About

The project: In Massachusetts, high school students must pass the Massachusetts Comprehensive Assessment System (MCAS) 10th grade standardized test in multiple subjects in order to receive a diploma. This “competency determination” for high school graduation has been in effect since 2003. John Papay, Richard Murnane, and John Willett published a series of papers in the 2010s that estimated the causal effect of failing these tests on high school graduation. The state’s appetite for actionable research and data-informed policy culminated in the creation of a research-practice partnership in 2019 between researchers at the Annenberg Institute at Brown and key staff at the Massachusetts Department of Elementary and Secondary Education (DESE).

Our partnership continues to study questions related to the competency determination policy, but also conducts broader investigations of how students progress through the state's K-16 education system and into the workforce. Our research agenda is currently centered on three main areas of analysis: First, we extend earlier analyses to look at the effects of the high-stakes exit examination and changes in the policy on students’ longer-run outcomes. Second, we study student pathways from the K-12 system into the state’s higher education system, and the impacts of schools and educational policies on this progress, particularly related to students from historically marginalized backgrounds. Third, we are engaging in a range of analyses examining educational equity in the state more broadly.

The data: We leverage longitudinal, student-level PK-12 data from 2002 to the present. We link this information to data about students’ college enrollment and graduation via the Massachusetts Department of Higher Education and the National Student Clearinghouse, as well as to earnings data from the Massachusetts Unemployment Insurance system. Our data affords us the opportunity to follow students through all potential milestones in their educational careers. Additionally, the richness of our PK-12 data allows us to conduct nuanced analyses that take into account many aspects of students’ elementary and secondary educational experiences, including standardized test scores, attendance and suspension rates, high-school coursework and GPA, and the demographic profiles of the schools they attend.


* REQUIRED WORK: Read through the lines below for the string "boundary" and copy each one that has it.

*** Opening THE RECORDS ***

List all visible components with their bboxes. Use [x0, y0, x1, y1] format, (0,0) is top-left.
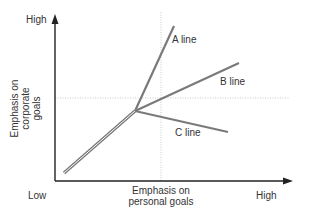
x-axis-title-line-2: personal goals [121, 196, 201, 207]
y-axis-arrow-icon [52, 14, 59, 24]
y-axis-high-label: High [26, 14, 47, 25]
x-axis-low-label: Low [28, 190, 46, 201]
y-axis-title-line-3: goals [31, 77, 42, 141]
y-axis-title-line-1: Emphasis on [9, 77, 20, 141]
c-line-label: C line [175, 127, 201, 138]
b-line-label: B line [220, 76, 245, 87]
a-line-label: A line [172, 34, 196, 45]
x-axis-arrow-icon [283, 178, 293, 185]
base-double-line [64, 111, 135, 173]
y-axis-title: Emphasis on corporate goals [9, 77, 42, 141]
b-line [135, 63, 239, 111]
x-axis-title: Emphasis on personal goals [121, 185, 201, 207]
x-axis-high-label: High [256, 190, 277, 201]
x-axis-title-line-1: Emphasis on [121, 185, 201, 196]
y-axis-title-line-2: corporate [20, 77, 31, 141]
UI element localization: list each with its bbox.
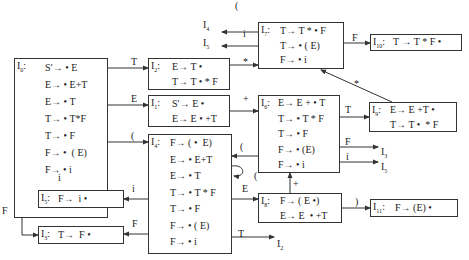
edge-label: i <box>58 172 61 183</box>
state-label: I5: <box>41 192 50 205</box>
lr-item: T→ • F <box>45 130 75 142</box>
state-reference: I3 <box>381 146 387 159</box>
state-label: I9: <box>372 104 381 117</box>
lr-item: F→ • (E) <box>278 144 315 156</box>
lr-item: T→ • F <box>278 128 308 140</box>
lr-item: T→ T * • F <box>280 25 326 37</box>
lr-item: T→ T • * F <box>390 119 438 131</box>
edge-label: i <box>346 151 349 162</box>
edge-label: F <box>2 205 8 216</box>
edge-label: * <box>354 78 359 89</box>
lr-item: T→ T • * F <box>172 76 218 88</box>
lr-item: F→ • ( E) <box>45 147 87 159</box>
state-label: I10: <box>373 36 385 49</box>
lr-item: E→ E • +T <box>280 210 327 222</box>
edge-label: F <box>345 136 351 147</box>
lr-item: T→ • T * F <box>278 113 324 125</box>
lr-item: S′→ E • <box>172 98 204 110</box>
edge-label: T <box>238 228 244 239</box>
state-label: I2: <box>151 60 160 73</box>
state-label: I0: <box>17 60 26 73</box>
lr-item: F→ • ( E) <box>170 220 209 232</box>
lr-item: F→ ( E •) <box>280 195 319 207</box>
lr-item: F→ • i <box>170 236 197 248</box>
edge-label: ) <box>355 196 358 207</box>
lr-item: E→ • T <box>45 96 76 108</box>
edge-label: E <box>131 93 137 104</box>
edge-label: F <box>352 32 358 43</box>
edge-label: T <box>345 104 351 115</box>
state-label: I11: <box>373 201 385 214</box>
state-reference: I5 <box>381 161 387 174</box>
lr-item: T→ • ( E) <box>280 40 320 52</box>
edge-label: i <box>243 28 246 39</box>
lr-item: F→ • i <box>278 159 305 171</box>
edge-label: i <box>132 183 135 194</box>
lr-item: E→ • E+T <box>170 154 212 166</box>
edge-label: ( <box>240 141 243 152</box>
state-label: I1: <box>151 97 160 110</box>
edge-label: + <box>293 178 299 189</box>
state-reference: I5 <box>203 37 209 50</box>
lr-item: T→ • T*F <box>45 113 86 125</box>
state-label: I4: <box>151 136 160 149</box>
lr-item: F→ • i <box>280 54 307 66</box>
lr-item: E→ • T <box>170 170 201 182</box>
state-label: I7: <box>261 24 270 37</box>
state-reference: I2 <box>277 238 283 251</box>
state-label: I6: <box>261 97 270 110</box>
lr-item: E→ T • <box>172 61 202 73</box>
lr-item: E→ • E+T <box>45 79 87 91</box>
state-reference: I4 <box>203 19 209 32</box>
state-label: I3: <box>41 228 50 241</box>
lr0-automaton-diagram: I0:S′→ • EE→ • E+TE→ • TT→ • T*FT→ • FF→… <box>0 0 469 260</box>
edge-label: + <box>243 93 249 104</box>
lr-item: E→ E +T • <box>390 104 435 116</box>
edge-label: F <box>132 218 138 229</box>
edge-label: E <box>242 183 248 194</box>
lr-item: T → T * F • <box>393 36 441 48</box>
lr-item: F→ ( • E) <box>170 137 212 149</box>
edge-label: ( <box>254 170 257 181</box>
lr-item: T→ F • <box>58 229 91 241</box>
lr-item: S′→ • E <box>45 62 77 74</box>
lr-item: F→ (E) • <box>395 202 432 214</box>
lr-item: T→ • F <box>170 203 200 215</box>
lr-item: F→ i • <box>58 193 87 205</box>
lr-item: E→ E + • T <box>278 97 325 109</box>
edge-label: * <box>243 56 248 67</box>
edge-label: T <box>131 56 137 67</box>
edge-i4-loop <box>232 166 243 176</box>
lr-item: E→ E • +T <box>172 113 217 125</box>
lr-item: T→ • T * F <box>170 187 216 199</box>
edge-label: ( <box>131 130 134 141</box>
edge-label: ( <box>235 0 238 11</box>
state-label: I8: <box>261 195 270 208</box>
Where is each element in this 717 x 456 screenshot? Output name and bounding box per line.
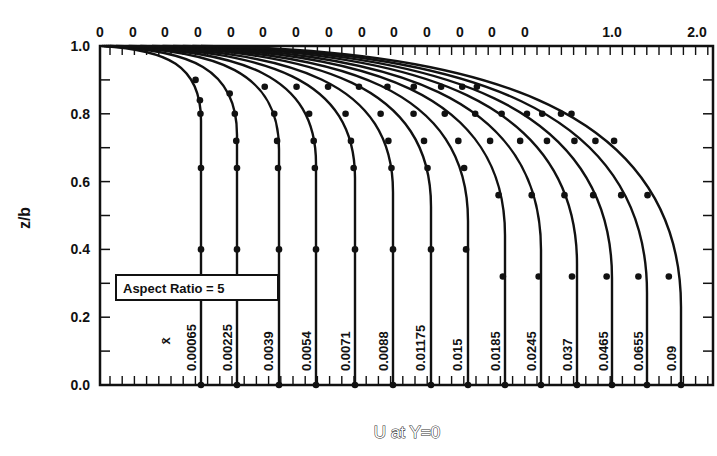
svg-text:0.0655: 0.0655 — [631, 331, 646, 371]
data-point — [198, 382, 205, 389]
curve-label-0.0071: 0.0071 — [338, 331, 353, 371]
data-point — [539, 111, 546, 118]
svg-text:0.0054: 0.0054 — [299, 330, 314, 371]
data-point — [590, 192, 597, 199]
svg-text:0.0465: 0.0465 — [596, 331, 611, 371]
data-point — [306, 111, 313, 118]
data-point — [472, 111, 479, 118]
svg-text:0.037: 0.037 — [560, 338, 575, 371]
top-tick-label: 1.0 — [602, 24, 622, 40]
curve-label-0.09: 0.09 — [664, 346, 679, 371]
data-point — [310, 138, 317, 145]
data-point — [644, 382, 651, 389]
y-tick-label: 0.2 — [71, 309, 91, 325]
data-point — [388, 165, 395, 172]
data-point — [234, 382, 241, 389]
data-point — [352, 246, 359, 253]
data-point — [438, 83, 445, 90]
data-point — [568, 111, 575, 118]
data-point — [487, 138, 494, 145]
data-point — [474, 83, 481, 90]
data-point — [197, 97, 204, 104]
svg-text:0.0071: 0.0071 — [338, 331, 353, 371]
data-point — [524, 111, 531, 118]
curve-label-0.00225: 0.00225 — [220, 324, 235, 371]
data-point — [428, 382, 435, 389]
curve-label-0.0039: 0.0039 — [261, 331, 276, 371]
svg-text:0.0039: 0.0039 — [261, 331, 276, 371]
top-tick-label: 0 — [227, 24, 235, 40]
data-point — [377, 111, 384, 118]
data-point — [275, 165, 282, 172]
svg-text:0.0088: 0.0088 — [376, 331, 391, 371]
top-tick-label: 0 — [161, 24, 169, 40]
svg-text:x̄: x̄ — [158, 337, 173, 345]
data-point — [502, 382, 509, 389]
top-tick-label: 2.0 — [687, 24, 707, 40]
data-point — [461, 165, 468, 172]
top-tick-label: 0 — [423, 24, 431, 40]
svg-text:0.00225: 0.00225 — [220, 324, 235, 371]
data-point — [603, 273, 610, 280]
data-point — [678, 382, 685, 389]
svg-text:0.09: 0.09 — [664, 346, 679, 371]
data-point — [232, 111, 239, 118]
data-point — [571, 138, 578, 145]
top-tick-label: 0 — [456, 24, 464, 40]
data-point — [538, 382, 545, 389]
top-tick-label: 0 — [292, 24, 300, 40]
data-point — [276, 246, 283, 253]
top-tick-label: 0 — [521, 24, 529, 40]
svg-text:0.00065: 0.00065 — [184, 324, 199, 371]
data-point — [410, 111, 417, 118]
top-tick-label: 0 — [194, 24, 202, 40]
data-point — [293, 83, 300, 90]
data-point — [609, 382, 616, 389]
top-tick-label: 0 — [358, 24, 366, 40]
svg-text:0.0245: 0.0245 — [524, 331, 539, 371]
data-point — [276, 382, 283, 389]
data-point — [312, 165, 319, 172]
data-point — [271, 111, 278, 118]
data-point — [500, 273, 507, 280]
data-point — [325, 83, 332, 90]
data-point — [198, 165, 205, 172]
curve-label-0.0185: 0.0185 — [488, 331, 503, 371]
data-point — [348, 138, 355, 145]
x-bar-symbol: x̄ — [158, 337, 173, 345]
data-point — [618, 192, 625, 199]
data-point — [356, 83, 363, 90]
data-point — [574, 382, 581, 389]
y-tick-label: 0.4 — [71, 241, 91, 257]
curve-label-0.00065: 0.00065 — [184, 324, 199, 371]
top-tick-label: 0 — [96, 24, 104, 40]
data-point — [350, 165, 357, 172]
data-point — [390, 246, 397, 253]
top-tick-label: 0 — [390, 24, 398, 40]
data-point — [384, 83, 391, 90]
data-point — [234, 165, 241, 172]
aspect-ratio-label: Aspect Ratio = 5 — [123, 281, 225, 296]
data-point — [528, 192, 535, 199]
svg-text:0.01175: 0.01175 — [413, 325, 428, 371]
data-point — [635, 273, 642, 280]
data-point — [274, 138, 281, 145]
data-point — [385, 138, 392, 145]
data-point — [313, 246, 320, 253]
curve-label-0.0088: 0.0088 — [376, 331, 391, 371]
data-point — [198, 246, 205, 253]
svg-text:z/b: z/b — [16, 207, 33, 229]
top-tick-label: 0 — [259, 24, 267, 40]
data-point — [517, 138, 524, 145]
data-point — [498, 111, 505, 118]
data-point — [424, 165, 431, 172]
top-tick-label: 0 — [325, 24, 333, 40]
curve-label-0.0655: 0.0655 — [631, 331, 646, 371]
data-point — [192, 77, 199, 84]
data-point — [352, 382, 359, 389]
data-point — [421, 138, 428, 145]
curve-label-0.015: 0.015 — [450, 338, 465, 371]
y-tick-label: 0.0 — [71, 377, 91, 393]
data-point — [561, 192, 568, 199]
y-tick-label: 0.8 — [71, 106, 91, 122]
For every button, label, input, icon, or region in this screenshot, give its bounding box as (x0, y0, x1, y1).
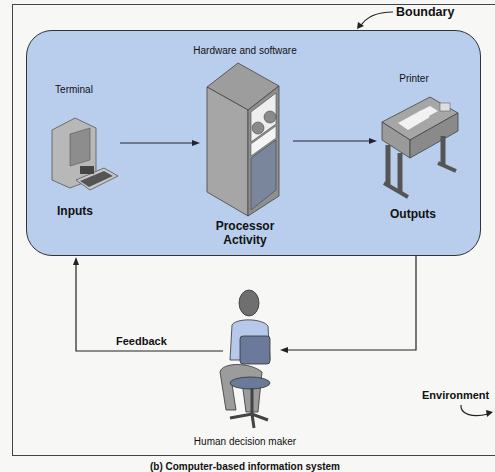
activity-label: Activity (223, 233, 266, 247)
outputs-label: Outputs (390, 207, 436, 221)
human-decision-maker-label: Human decision maker (194, 436, 296, 447)
processor-label: Processor (216, 219, 275, 233)
human-decision-maker-icon (220, 290, 270, 428)
terminal-icon (52, 118, 118, 190)
processor-cabinet-icon (207, 63, 279, 216)
output-to-human-arrow (280, 256, 416, 353)
terminal-label: Terminal (55, 84, 93, 95)
inputs-label: Inputs (57, 204, 93, 218)
feedback-label: Feedback (116, 335, 167, 347)
environment-pointer-arrow (461, 405, 493, 417)
environment-label: Environment (422, 389, 489, 401)
processor-to-output-arrow (293, 138, 377, 144)
figure-caption: (b) Computer-based information system (150, 461, 340, 472)
printer-icon (382, 97, 458, 197)
input-to-processor-arrow (120, 140, 200, 146)
boundary-label: Boundary (396, 5, 454, 19)
hardware-software-label: Hardware and software (193, 45, 296, 56)
boundary-pointer-arrow (357, 12, 393, 29)
printer-label: Printer (399, 73, 428, 84)
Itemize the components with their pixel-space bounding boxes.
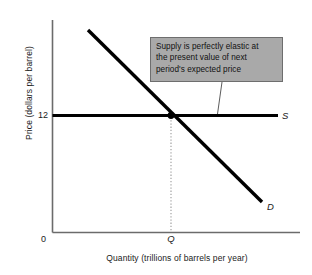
x-axis-label: Quantity (trillions of barrels per year) bbox=[52, 253, 302, 263]
annotation-text: Supply is perfectly elastic at the prese… bbox=[156, 41, 277, 75]
annotation-line-1: Supply is perfectly elastic at bbox=[156, 42, 259, 51]
annotation-leader-line bbox=[218, 82, 223, 114]
y-axis-label: Price (dollars per barrel) bbox=[24, 18, 34, 168]
origin-label: 0 bbox=[34, 234, 46, 244]
demand-curve-label: D bbox=[267, 201, 274, 212]
supply-curve-label: S bbox=[282, 110, 288, 121]
x-axis-tick-q: Q bbox=[163, 233, 179, 244]
annotation-line-2: the present value of next bbox=[156, 53, 247, 62]
annotation-line-3: period's expected price bbox=[156, 65, 241, 74]
y-axis-tick-12: 12 bbox=[33, 110, 48, 120]
supply-elasticity-annotation: Supply is perfectly elastic at the prese… bbox=[150, 37, 283, 82]
equilibrium-point bbox=[168, 112, 175, 119]
supply-demand-figure: Price (dollars per barrel) Quantity (tri… bbox=[0, 0, 312, 275]
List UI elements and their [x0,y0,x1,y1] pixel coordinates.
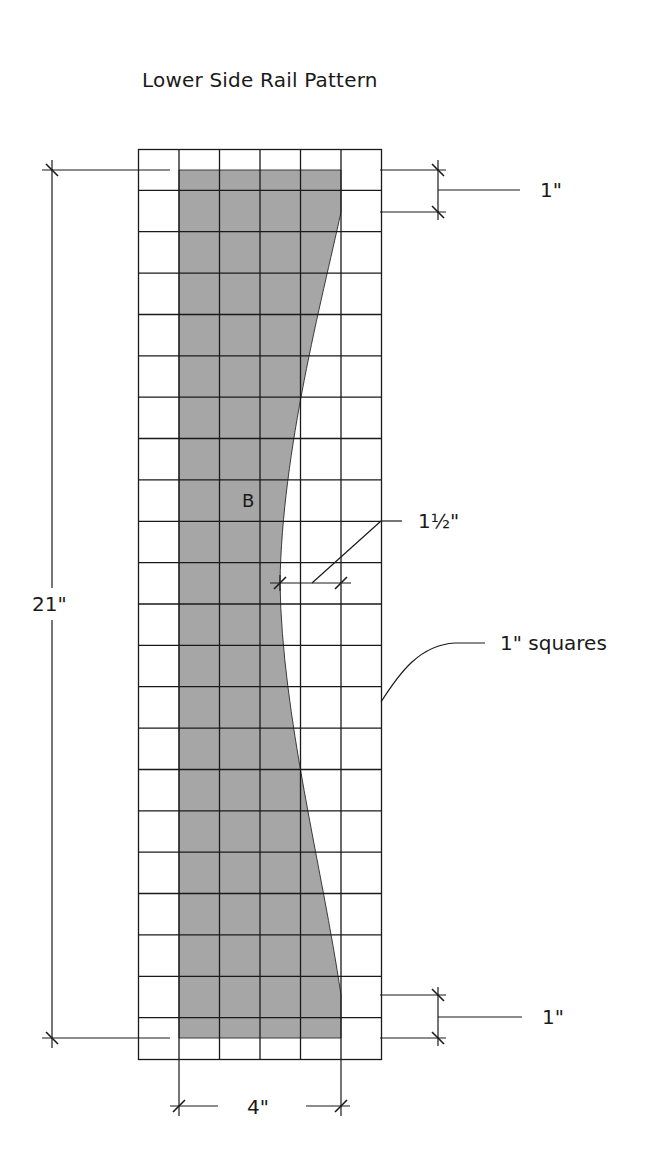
grid-lines [138,149,382,1060]
pattern-drawing [0,0,654,1149]
piece-label: B [242,490,254,511]
grid-note-leader [381,643,485,702]
label-bottom-offset: 1" [542,1005,564,1029]
label-top-offset: 1" [540,178,562,202]
dimension-curve-depth [270,521,402,591]
label-grid-note: 1" squares [500,631,607,655]
dimension-top-offset [380,160,520,220]
label-curve-depth: 1½" [418,509,459,533]
dimension-bottom-offset [380,987,522,1046]
label-overall-length: 21" [32,592,67,616]
label-width: 4" [247,1095,269,1119]
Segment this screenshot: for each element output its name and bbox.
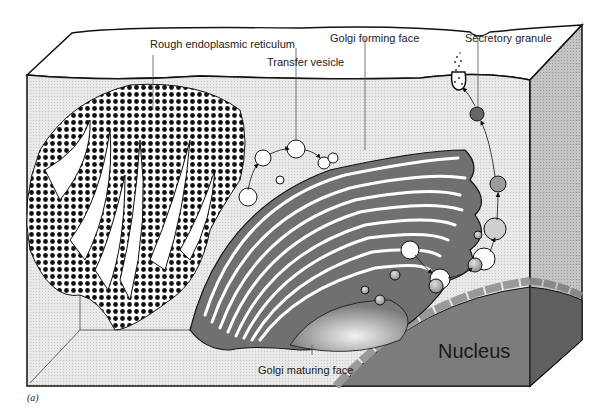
label-secretory-granule: Secretory granule — [465, 32, 552, 44]
cell-diagram: Rough endoplasmic reticulum Transfer ves… — [0, 0, 605, 413]
label-transfer-vesicle: Transfer vesicle — [267, 56, 344, 68]
panel-label: (a) — [27, 392, 39, 403]
label-golgi-forming-face: Golgi forming face — [330, 32, 419, 44]
label-golgi-maturing-face: Golgi maturing face — [258, 364, 353, 376]
label-nucleus: Nucleus — [438, 340, 510, 363]
label-rough-er: Rough endoplasmic reticulum — [150, 38, 295, 50]
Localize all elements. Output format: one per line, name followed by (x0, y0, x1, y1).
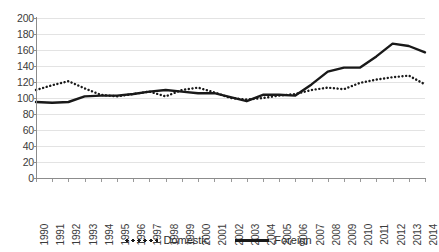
y-axis-tick-label: 100 (0, 93, 34, 103)
y-axis-line (36, 17, 37, 179)
y-axis-tick-label: 160 (0, 45, 34, 55)
y-axis-tickmark (33, 162, 36, 163)
legend-swatch-foreign-icon (235, 239, 269, 242)
y-axis-tickmark (33, 146, 36, 147)
y-axis-tick-label: 80 (0, 109, 34, 119)
chart-legend: Domestic Foreign (0, 231, 436, 249)
y-axis-tick-label: 60 (0, 125, 34, 135)
series-layer (36, 18, 425, 178)
y-axis-labels: 020406080100120140160180200 (0, 0, 34, 252)
y-axis-tickmark (33, 114, 36, 115)
x-axis-tickmark (425, 179, 426, 182)
series-line-foreign (36, 44, 425, 103)
y-axis-tickmark (33, 50, 36, 51)
y-axis-tick-label: 40 (0, 141, 34, 151)
y-axis-tick-label: 200 (0, 13, 34, 23)
x-axis-labels: 1990199119921993199419951996199719981999… (36, 182, 425, 226)
plot-area (36, 18, 425, 178)
legend-label-domestic: Domestic (163, 235, 209, 246)
y-axis-tickmark (33, 82, 36, 83)
legend-item-foreign: Foreign (235, 235, 311, 246)
y-axis-tickmark (33, 66, 36, 67)
y-axis-tick-label: 140 (0, 61, 34, 71)
y-axis-tick-label: 0 (0, 173, 34, 183)
y-axis-tick-label: 120 (0, 77, 34, 87)
y-axis-tickmark (33, 98, 36, 99)
y-axis-tick-label: 20 (0, 157, 34, 167)
clipped-top-row (0, 0, 436, 7)
y-axis-tick-label: 180 (0, 29, 34, 39)
legend-swatch-domestic-icon (124, 239, 158, 242)
y-axis-tickmark (33, 130, 36, 131)
legend-item-domestic: Domestic (124, 235, 209, 246)
y-axis-tickmark (33, 18, 36, 19)
legend-label-foreign: Foreign (274, 235, 311, 246)
y-axis-tickmark (33, 34, 36, 35)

*** Closing THE RECORDS ***

* TASK RESULT:
boundary-label: Boundary (396, 5, 454, 19)
boundary-pointer-arrow (357, 12, 393, 29)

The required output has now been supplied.